Panel 3 – Digital PR Summit – Measuring ROI for Digital PR Efforts

Panel 3 here.  Best panel of the day.  This is from the mind’s of “doers,” not “talkers.”  It’s good.

How to Measure ROI for Your Digital PR Efforts – Tim Markein (Weber Shandwick), Johna Burke (BurrellesLuce), Danielle Brigida (National Wildlife Federation)

Tim up first –

Step 1 – Define the Outcome.  Start by defining clear, precise, measurable goals.  Even if you don’t know HOW you can do it, you know WHAT needs to be done.  If it’s to sell X product, that’s your goal.  It’s the best place to start.  Then, it’s about getting the right type of data to measure it.  (Easier said than done.)

Step 2 – Assess channels and audience.  There are not many tools that effectively look across various channels.  Need to look channel by channel and see how we’re doing in this particular channel and how we’re engaging specific audience in this channel.

Step 3 – ID your KPIs (Key Performance Indicators).  There are number of things you can measure like traditional PR – impressions, sentiment, etc…  It’s about measuring content and how content is accessed and shared and amplified.  Traditionally, people measure traffic on website.  Search is important.  Syndication is often overlooked.  Are people seeing your brand/messages someplace else?  That’s equally as important to how much traffic you drive to your site.

Content measures, Conversation measures, Community measures, Outcome measures.

Step 4 – Build your dashboard.  There are way too many metrics.  There’s no single metric.  So, which are the 5-10-15 metrics that are important to you and how do they fit together?

Step 5 – Get “inline” with your analytics.  Integration of traditional, digital, and social media, WOM and other new influence patterns, too.  Measurement – meet Strategy.

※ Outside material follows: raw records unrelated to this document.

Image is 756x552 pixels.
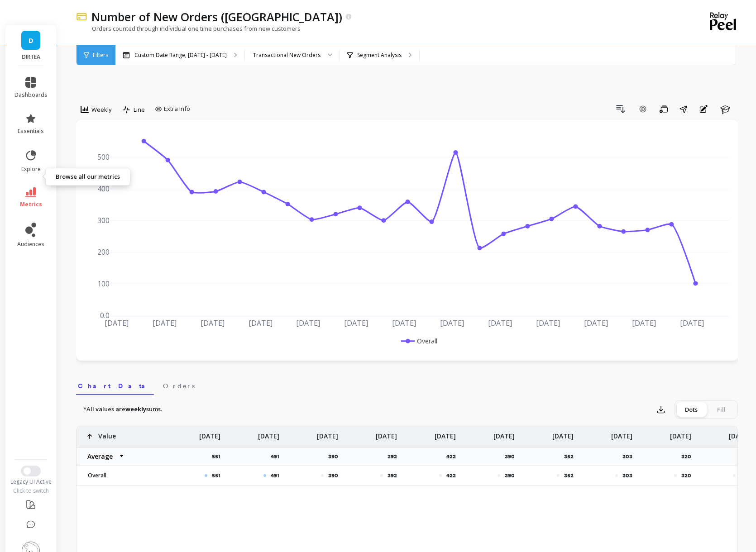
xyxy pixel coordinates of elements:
p: [DATE] [258,426,279,441]
p: 392 [387,472,397,479]
p: 390 [329,453,344,460]
p: 320 [681,472,691,479]
span: Filters [93,52,109,59]
span: Orders [163,381,195,391]
span: explore [21,166,41,173]
p: 352 [565,453,579,460]
p: [DATE] [435,426,456,441]
p: [DATE] [552,426,574,441]
span: audiences [18,241,44,248]
p: Orders counted through individual one time purchases from new customers [76,24,301,33]
p: 422 [447,453,461,460]
p: [DATE] [611,426,632,441]
span: essentials [18,128,43,135]
div: Fill [707,402,736,416]
p: [DATE] [493,426,515,441]
span: Chart Data [78,381,152,391]
img: header icon [76,13,87,21]
p: [DATE] [729,426,750,441]
p: *All values are sums. [83,405,162,414]
p: [DATE] [376,426,397,441]
p: Value [99,426,116,441]
p: Custom Date Range, [DATE] - [DATE] [134,52,227,59]
div: Dots [677,402,707,416]
p: 390 [505,472,515,479]
p: 551 [212,453,226,460]
p: 303 [623,472,632,479]
strong: weekly [125,405,146,413]
button: Switch to New UI [21,466,41,477]
div: Legacy UI Active [5,478,57,486]
p: 303 [623,453,638,460]
p: Segment Analysis [357,52,401,59]
span: Weekly [92,105,112,114]
p: 390 [329,472,338,479]
p: [DATE] [670,426,691,441]
span: dashboards [15,92,48,99]
span: Extra Info [164,105,190,114]
p: 352 [565,472,574,479]
p: [DATE] [199,426,221,441]
p: 320 [681,453,697,460]
p: Number of New Orders (tx) [92,9,342,24]
p: 422 [447,472,456,479]
p: 491 [271,472,279,479]
p: [DATE] [317,426,338,441]
p: 390 [505,453,520,460]
div: Transactional New Orders [253,50,320,59]
p: Overall [83,472,161,479]
p: 551 [212,472,221,479]
nav: Tabs [76,374,738,395]
div: Click to switch [5,487,57,495]
p: DIRTEA [15,53,48,60]
span: Line [134,105,145,114]
p: 491 [271,453,285,460]
span: D [28,35,33,46]
p: 392 [387,453,403,460]
span: metrics [20,201,42,208]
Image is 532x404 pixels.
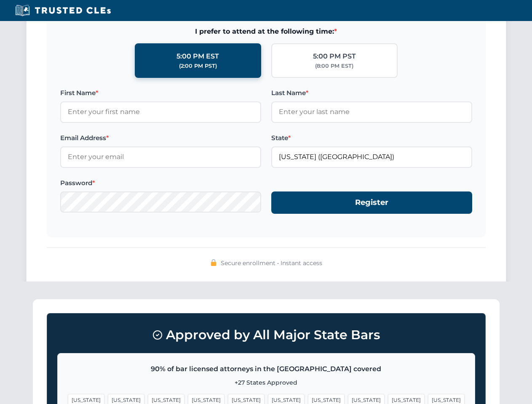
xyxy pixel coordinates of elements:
[68,378,465,387] p: +27 States Approved
[57,324,476,347] h3: Approved by All Major State Bars
[60,88,261,98] label: First Name
[60,26,473,37] span: I prefer to attend at the following time:
[60,133,261,143] label: Email Address
[314,51,356,62] div: 5:00 PM PST
[210,260,217,266] img: 🔒
[60,178,261,189] label: Password
[271,147,473,167] input: Florida (FL)
[315,62,353,70] div: (8:00 PM EST)
[13,5,114,17] img: Trusted CLEs
[179,62,217,70] div: (2:00 PM PST)
[271,191,473,214] button: Register
[60,102,261,123] input: Enter your first name
[271,88,473,98] label: Last Name
[177,51,219,62] div: 5:00 PM EST
[271,102,473,123] input: Enter your last name
[68,364,465,374] p: 90% of bar licensed attorneys in the [GEOGRAPHIC_DATA] covered
[221,259,323,268] span: Secure enrollment • Instant access
[60,147,261,167] input: Enter your email
[271,133,473,143] label: State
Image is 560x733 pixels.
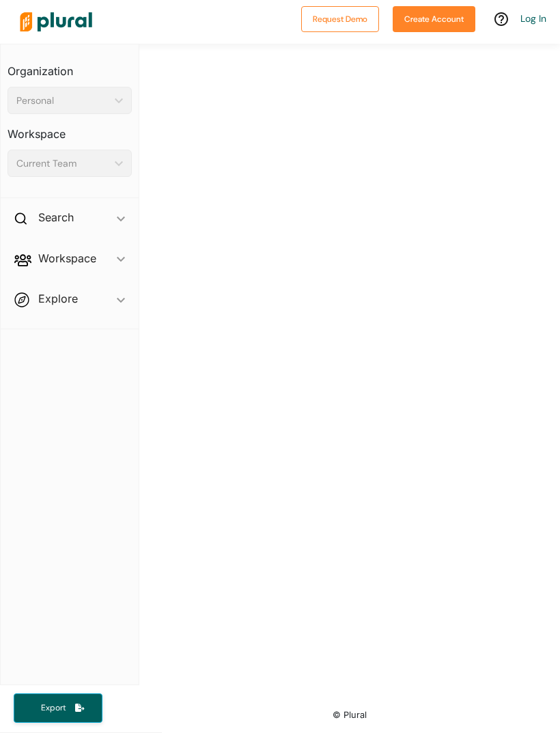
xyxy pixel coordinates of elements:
[8,51,132,81] h3: Organization
[393,11,475,26] a: Create Account
[38,209,74,225] h2: Search
[32,702,75,714] span: Export
[393,6,475,32] button: Create Account
[17,94,110,108] div: Personal
[333,710,367,720] small: © Plural
[17,156,110,170] div: Current Team
[13,693,102,722] button: Export
[301,6,379,32] button: Request Demo
[520,12,547,25] a: Log In
[8,114,132,144] h3: Workspace
[301,11,379,26] a: Request Demo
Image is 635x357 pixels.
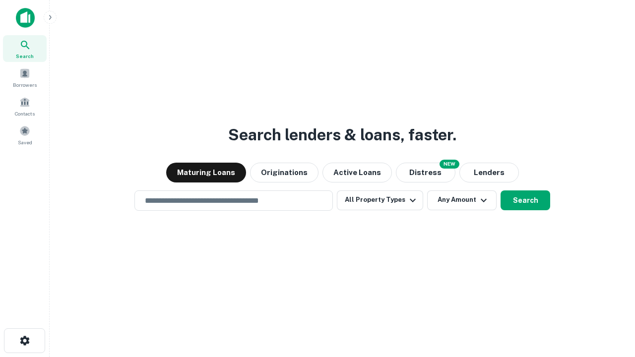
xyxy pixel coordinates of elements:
div: NEW [439,160,459,169]
button: Search distressed loans with lien and other non-mortgage details. [396,163,455,183]
h3: Search lenders & loans, faster. [228,123,456,147]
span: Search [16,52,34,60]
button: Search [500,190,550,210]
button: Lenders [459,163,519,183]
button: All Property Types [337,190,423,210]
button: Originations [250,163,318,183]
iframe: Chat Widget [585,278,635,325]
button: Any Amount [427,190,496,210]
img: capitalize-icon.png [16,8,35,28]
a: Saved [3,122,47,148]
span: Saved [18,138,32,146]
a: Search [3,35,47,62]
button: Maturing Loans [166,163,246,183]
a: Contacts [3,93,47,120]
span: Borrowers [13,81,37,89]
a: Borrowers [3,64,47,91]
button: Active Loans [322,163,392,183]
span: Contacts [15,110,35,118]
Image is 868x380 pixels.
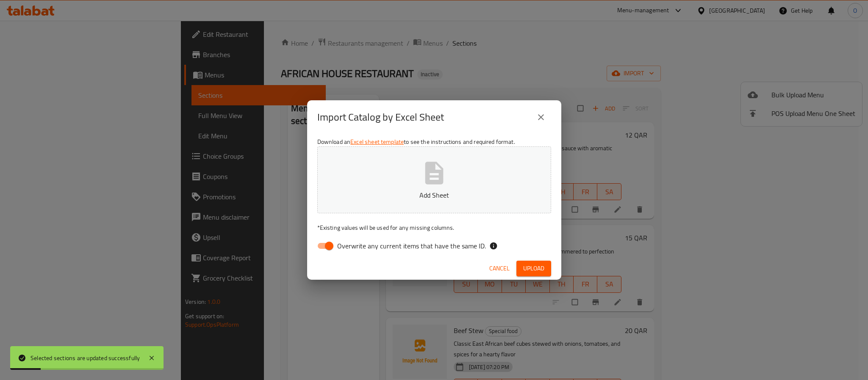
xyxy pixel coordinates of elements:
span: Cancel [490,263,510,274]
h2: Import Catalog by Excel Sheet [317,110,444,124]
a: Excel sheet template [350,136,403,147]
button: close [531,107,551,128]
p: Add Sheet [331,190,538,200]
div: Selected sections are updated successfully [30,353,140,363]
p: Existing values will be used for any missing columns. [317,223,551,232]
span: Upload [523,263,545,274]
button: Upload [516,261,551,276]
svg: If the overwrite option isn't selected, then the items that match an existing ID will be ignored ... [490,241,498,251]
button: Cancel [486,261,513,276]
span: Overwrite any current items that have the same ID. [337,240,486,251]
div: Download an to see the instructions and required format. [307,134,561,257]
button: Add Sheet [317,147,551,213]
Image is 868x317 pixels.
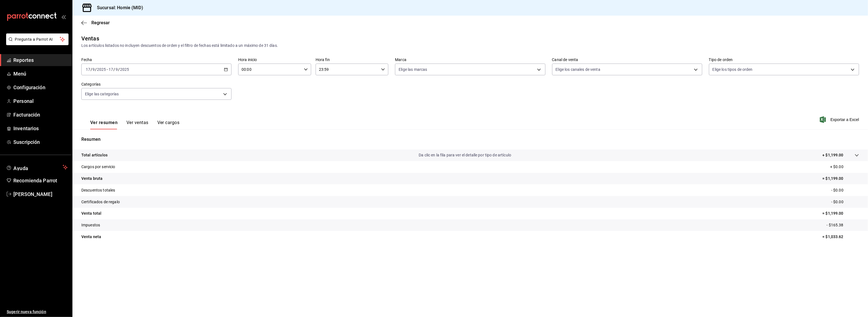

He showed example of the wedding dance on YouTube, then how it was used on The Office.  Online and offline worlds are very integrated in the way they work together.

Takeaway – There are a lot of challenges ahead.  We need to be open minded.  We need to challenge traditional assumptions around these metrics.  Ultimately shift from impressions to engagement.  What are the business outcomes?

Danielle – they don’t measure Facebook fans b/c they see organic growth.  OK, that doesn’t do us any good.  We know we’ve got that.  What now?  How do we need to measure now?

This is a process.  You have to be invested in it.  The more you invest, the more progress you’ll see.

What she usually does – compare traditional metrics with social metrics.  You can measure friends, fans – they’re good to track and to a point, helpful.  Another focus is how many people are seeing it?  Impressions are OK.  But most important – what are people doing with your content and how are they sharing?

Check this tool out – PostRank Analytics – rate blog posts and content based on ENGAGEMENT.  Looks pretty useful for blogs, not any other channels.

It is about building relationships.  When you invest in people, they’ll invest right back into you.  Investing takes time.  Just like friendships.

Now up Johna – re: URL shortners – highly encourage brands to go out and pay for own account because otherwise, competitors/anyone can see results.

Most effective people are those who can explain in simple terms how this social media activity is impacting their business.  C-suite might not talk our language.  Need to talk theirs.

The one drawback to social – there’s a reason why corporations have offices and everyone doesn’t sit in cubes – there are decisions that need to be made by the right people, not by everyone.  Be careful about opening things up to everyone – “social.”

Personnel are one of the biggest groups of any brand’s influencers.

Listening is a very active sport.  Just because your monitoring doesn’t mean your listening.

Lead generation is something that C-suite absolutely understands.  Yes.

Questions – How do you determine what success looks like?  Johna – first need to understand where your audience is and how you’re affecting them.  It’s no good if you’re not affecting them.

Danielle – it’s all about the small victories.  It’s good to have goals and goals change.  That’s OK.  You’re never “done” with social media.

Tim – invest the time to figure out what this data means to who you’re showing it to.  Translate them into business terms, appropriate for brands, as much as you can.

Question – you say social media is not free.  What are the costs involved?  Tim – social media is about relationships.  Relationships require people.